She fled Israel's bombing of Lebanon four times. It still found her
Rihab Faour's long journey to safety, from her small village in southern Lebanon, ended in the death of her young family.
British Broadcasting CorporationWatch LiveHomeNewsSportBusinessInnovationCultureArtsTravelEarthVideoLiveHomeNewsIsrael-Gaza WarWar in UkraineUS ElectionUS & CanadaUKUK PoliticsEnglandN. IrelandN. Ireland PoliticsScotlandScotland PoliticsWalesWales PoliticsAfricaAsiaChinaIndiaAustraliaEuropeLatin AmericaMiddle EastIn PicturesBBC InDepthBBC VerifySportBusinessExecutive LoungeTechnology of BusinessFuture of BusinessInnovationTechnologyScience & HealthArtificial IntelligenceAI v the MindCultureFilm & TVMusicArt & DesignStyleBooksEntertainment NewsArtsArts in MotionTravelDestinationsAfricaAntarcticaAsiaAustralia and PacificCaribbean & BermudaCentral AmericaEuropeMiddle EastNorth AmericaSouth AmericaWorld’s TableCulture & ExperiencesAdventuresThe SpeciaListEarthNatural WondersWeather & ScienceClimate SolutionsSustainable BusinessGreen LivingVideoLiveLive NewsLive SportHomeNewsSportBusinessInnovationCultureArtsTravelEarthVideoLiveAudioWeatherNewslettersShe fled Israeli bombing four times. It still found herBBCRihab Faour at her temporary home in Beirut. ‘I have to find something to fill my days,’ she saidRihab Faour fled her home. Then she fled again. Then a third time. Then a fourth. And by the fourth time, a year after the first, she had been fleeing Israeli bombs for so long that nowhere in Lebanon felt safe.
Her journey had begun in October 2023, when Hamas attacked Israel. That prompted Hezbollah, the Lebanese political and militant group, to fire rockets into Israel and Israel to retaliate by bombing southern Lebanon.
The Israeli bombs fell close enough to Rihab’s village that the 33-year-old and her husband Saeed, an employee of the municipal water company, gathered their daughters Tia, eight, and Naya, six, and fled to Rihab’s parents’ house in Dahieh, a suburb of the capital Beirut.
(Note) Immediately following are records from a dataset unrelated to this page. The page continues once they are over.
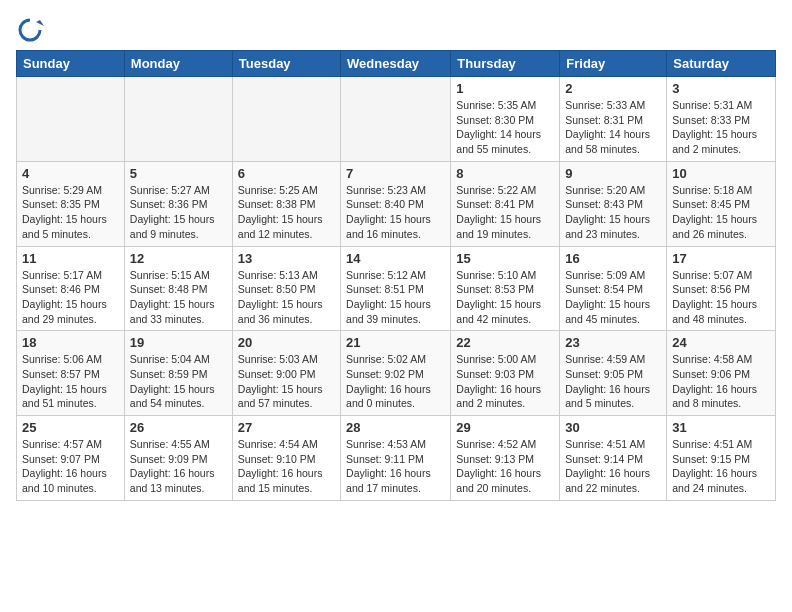 This screenshot has height=612, width=792. Describe the element at coordinates (505, 88) in the screenshot. I see `day-number: 1` at that location.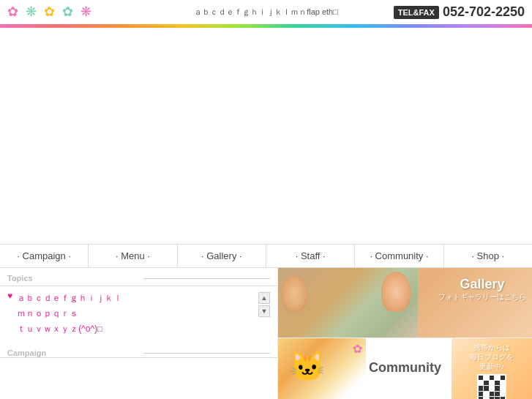  What do you see at coordinates (60, 329) in the screenshot?
I see `topic-link-3: ｔｕｖｗｘｙｚ(^o^)□` at bounding box center [60, 329].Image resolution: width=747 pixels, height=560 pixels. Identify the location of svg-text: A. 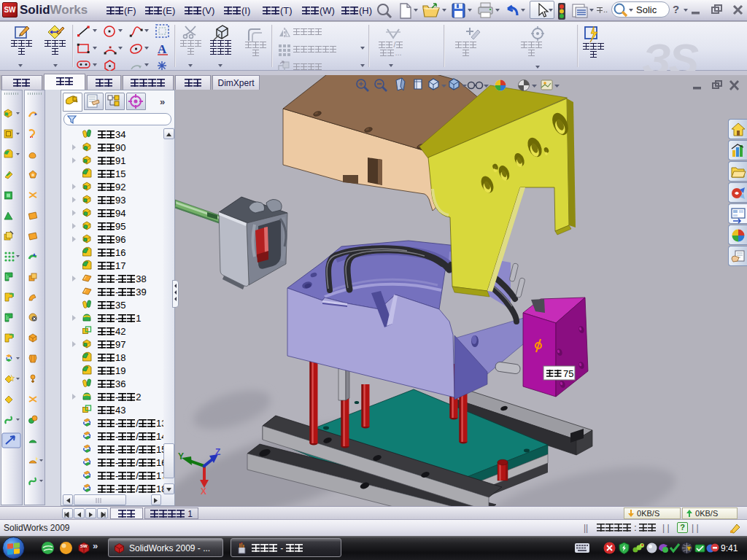
(162, 50).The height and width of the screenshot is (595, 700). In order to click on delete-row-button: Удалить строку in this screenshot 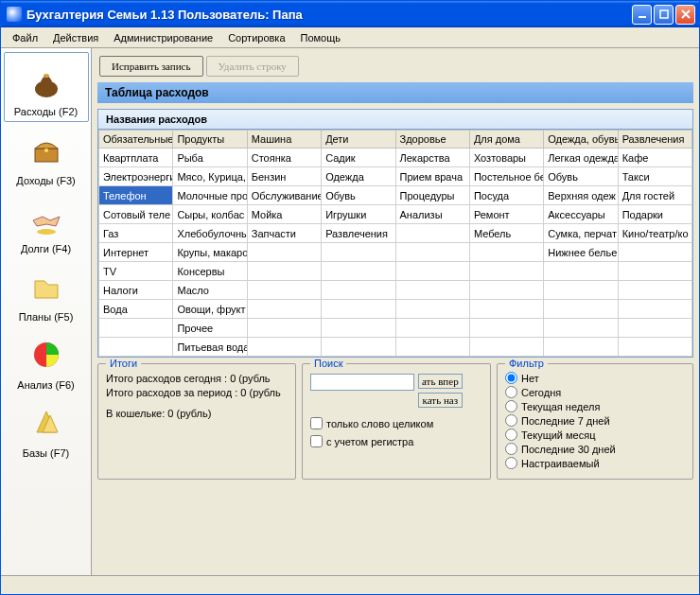, I will do `click(253, 66)`.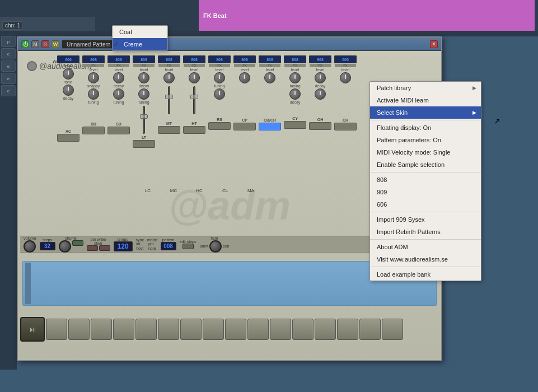  What do you see at coordinates (245, 127) in the screenshot?
I see `channel-btn-cp` at bounding box center [245, 127].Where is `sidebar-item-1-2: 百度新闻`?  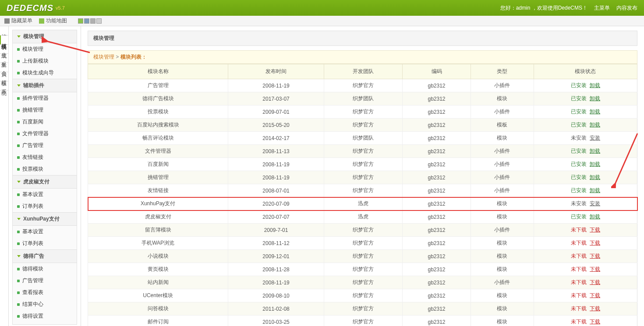 sidebar-item-1-2: 百度新闻 is located at coordinates (45, 122).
In Dahieh, for a while, life went on almost as normal, with the exception that Naya and Tia missed their friends, their own beds, their toys and all clothes they had had to leave behind.
Most of all they missed going to school, which had been replaced by online learning. They were excited when, back in August, Rihab enrolled them in a new school in Beirut and took them to buy brand new school uniforms.